Beyond the two headline changes, SEBI has retained five broad scheme groups: Equity, Debt, Hybrid, Life Cycle Funds, and Other Schemes such as Index Funds, ETFs and FoFs.

Within equity schemes, minimum allocation thresholds have been reaffirmed. For example, multi-cap funds must invest at least 75% in equities with 25% each across large-, mid- and small-cap stocks, while large-cap funds require 80% allocation to large caps.

Debt funds continue to be classified by Macaulay duration bands - from overnight and liquid funds to long-duration and dynamic bond funds - with detailed allocation norms. Hybrid funds retain categories such as conservative, balanced, aggressive, dynamic asset allocation, and multi-asset allocation schemes.

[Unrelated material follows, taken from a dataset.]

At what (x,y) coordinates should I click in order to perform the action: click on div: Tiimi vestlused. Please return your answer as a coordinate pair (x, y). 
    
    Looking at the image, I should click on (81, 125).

Naming, Overlap and Compliance Tightened

To improve comparability, SEBI has mandated that scheme names match their category and avoid return-focused phrases. The "type of scheme" description must adhere to uniform wording.

Sectoral and thematic equity schemes will face portfolio overlap caps of 50% with other equity schemes, computed quarterly using a defined methodology. Existing schemes have a three-year glide path to comply.

Importantly, the "solution-oriented" category has been discontinued. Existing schemes under this label must stop fresh subscriptions and merge with similar schemes after regulatory approval.